California has had a state travel and business ban in place for four states over LGBT discrimination. Now the sixth-largest economy on earth will no longer do business with four more states, including Texas and here in Kentucky.
Decrying a “scourge of discrimination” against LGBT individuals in four states, California Attorney General Xavier Becerra on Thursday doubled the number of states subject to California’s state-sponsored travel ban.
Speaking in San Francisco, Becerra increased the number of states that California state employees cannot travel to on official government business from four to eight.
The four additions — Alabama, Kentucky, South Dakota and Texas — each passed state legislation that took effect starting in March that Becerra alleged discriminates against lesbian, gay, bisexual and transgender people and their families.
“The state of California is not going to participate in discriminatory conduct by other states,” Becerra said.
The states join Kansas, Mississippi, North Carolina and Tennessee on California’s list of banned states. The first four were put in place by then-Attorney General Kamala Harris.
Thursday marked Becerra’s first action on the matter since he took office, and he blamed the delayed rollout on the complications of analyzing four separate pieces of state legislation.
Under a California law that took effect in January, there are a number of exemptions to the ban on travel. The restrictions do apply to the University of California and other state schools.
But the attorney general’s office would not say whether the rules would prevent an athletic team — the California Golden Bears, for example — from playing an away game at one of the affected states. A representative said the office was reviewing the matter.
Asked about the consequences for California in refusing to do business with those states — especially Texas, which boasts the second-largest economy in the United States behind only California — Becerra paused.
“Texas is a big state,” he said, but “the consequences are real” for LGBT people in Texas and elsewhere.
He said he would not rule out adding more states.
California refusing to do business with Texas is a big, big story. California's GDP is over two trillion yearly, Texas is just under that number. If that ban does include college sports, well, that's going to be a major issue, especially here in Kentucky.
But there's consequences for codifying into law that LGBT citizens are second-class and can be discriminated against in every way in the name of "religious liberty". I'm really hoping Eric Schneiderman and New York follow suit soon, especially in regards to Texas. States no longer having access to Wall Street or Silicon Valley investments just might make them think twice.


> _WHAT YOU NEED TO DO_: Could you transcribe every entry below exactly, leaving out the pictures?

··· DATA

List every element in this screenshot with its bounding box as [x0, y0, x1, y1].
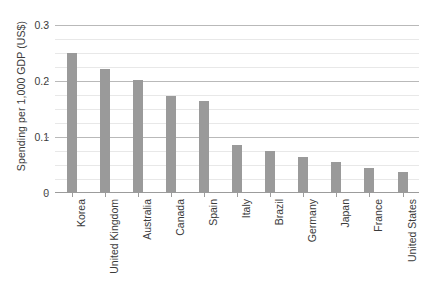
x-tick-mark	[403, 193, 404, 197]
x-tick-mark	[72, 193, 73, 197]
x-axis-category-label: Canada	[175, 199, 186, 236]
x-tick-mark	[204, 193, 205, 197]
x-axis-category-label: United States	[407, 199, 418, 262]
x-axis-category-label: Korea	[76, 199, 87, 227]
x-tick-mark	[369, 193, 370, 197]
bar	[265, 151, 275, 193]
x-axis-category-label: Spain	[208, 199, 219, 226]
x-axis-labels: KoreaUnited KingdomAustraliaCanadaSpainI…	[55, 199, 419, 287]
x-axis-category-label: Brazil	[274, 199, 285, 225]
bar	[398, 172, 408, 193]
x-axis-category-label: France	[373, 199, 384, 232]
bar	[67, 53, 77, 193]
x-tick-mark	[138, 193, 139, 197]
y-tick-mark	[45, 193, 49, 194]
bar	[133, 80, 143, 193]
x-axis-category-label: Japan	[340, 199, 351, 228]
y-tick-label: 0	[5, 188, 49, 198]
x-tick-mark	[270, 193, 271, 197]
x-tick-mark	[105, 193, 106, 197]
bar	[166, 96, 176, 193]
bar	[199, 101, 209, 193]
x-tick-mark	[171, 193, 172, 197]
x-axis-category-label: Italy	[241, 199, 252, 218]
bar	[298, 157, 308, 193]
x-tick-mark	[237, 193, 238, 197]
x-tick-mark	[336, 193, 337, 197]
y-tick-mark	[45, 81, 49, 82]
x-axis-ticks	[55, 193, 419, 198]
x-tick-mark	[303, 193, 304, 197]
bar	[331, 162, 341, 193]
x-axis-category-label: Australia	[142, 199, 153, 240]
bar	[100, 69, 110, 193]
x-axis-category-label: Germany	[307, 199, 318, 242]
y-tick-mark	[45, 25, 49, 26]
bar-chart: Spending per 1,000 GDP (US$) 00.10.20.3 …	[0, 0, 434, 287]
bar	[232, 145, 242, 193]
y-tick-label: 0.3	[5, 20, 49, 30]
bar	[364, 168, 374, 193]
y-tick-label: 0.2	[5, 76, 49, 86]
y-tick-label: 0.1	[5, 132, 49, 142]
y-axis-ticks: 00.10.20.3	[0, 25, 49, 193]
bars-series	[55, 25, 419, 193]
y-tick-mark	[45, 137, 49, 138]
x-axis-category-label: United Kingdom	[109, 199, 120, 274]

······

> _PROBLEM SOLUTION_:
List every element in this screenshot with its bounding box as [x0, y0, x1, y1].
x-tick-mark	[403, 193, 404, 197]
x-tick-mark	[72, 193, 73, 197]
x-axis-category-label: Canada	[175, 199, 186, 236]
x-tick-mark	[204, 193, 205, 197]
x-axis-category-label: United States	[407, 199, 418, 262]
x-axis-category-label: Korea	[76, 199, 87, 227]
x-tick-mark	[369, 193, 370, 197]
bar	[265, 151, 275, 193]
x-axis-category-label: Spain	[208, 199, 219, 226]
x-axis-labels: KoreaUnited KingdomAustraliaCanadaSpainI…	[55, 199, 419, 287]
x-axis-category-label: Brazil	[274, 199, 285, 225]
bar	[398, 172, 408, 193]
x-axis-category-label: France	[373, 199, 384, 232]
bar	[67, 53, 77, 193]
x-tick-mark	[138, 193, 139, 197]
y-tick-mark	[45, 193, 49, 194]
bar	[133, 80, 143, 193]
x-axis-category-label: Japan	[340, 199, 351, 228]
y-tick-label: 0	[5, 188, 49, 198]
x-tick-mark	[270, 193, 271, 197]
x-tick-mark	[105, 193, 106, 197]
bar	[166, 96, 176, 193]
bar	[199, 101, 209, 193]
x-tick-mark	[171, 193, 172, 197]
x-axis-category-label: Italy	[241, 199, 252, 218]
bar	[298, 157, 308, 193]
x-tick-mark	[237, 193, 238, 197]
x-tick-mark	[336, 193, 337, 197]
y-tick-mark	[45, 81, 49, 82]
x-axis-ticks	[55, 193, 419, 198]
x-tick-mark	[303, 193, 304, 197]
bar	[331, 162, 341, 193]
x-axis-category-label: Australia	[142, 199, 153, 240]
bar	[100, 69, 110, 193]
x-axis-category-label: Germany	[307, 199, 318, 242]
y-tick-mark	[45, 25, 49, 26]
bar-chart: Spending per 1,000 GDP (US$) 00.10.20.3 …	[0, 0, 434, 287]
bar	[232, 145, 242, 193]
y-tick-label: 0.3	[5, 20, 49, 30]
bar	[364, 168, 374, 193]
y-tick-label: 0.2	[5, 76, 49, 86]
y-tick-label: 0.1	[5, 132, 49, 142]
y-axis-ticks: 00.10.20.3	[0, 25, 49, 193]
bars-series	[55, 25, 419, 193]
y-tick-mark	[45, 137, 49, 138]
x-axis-category-label: United Kingdom	[109, 199, 120, 274]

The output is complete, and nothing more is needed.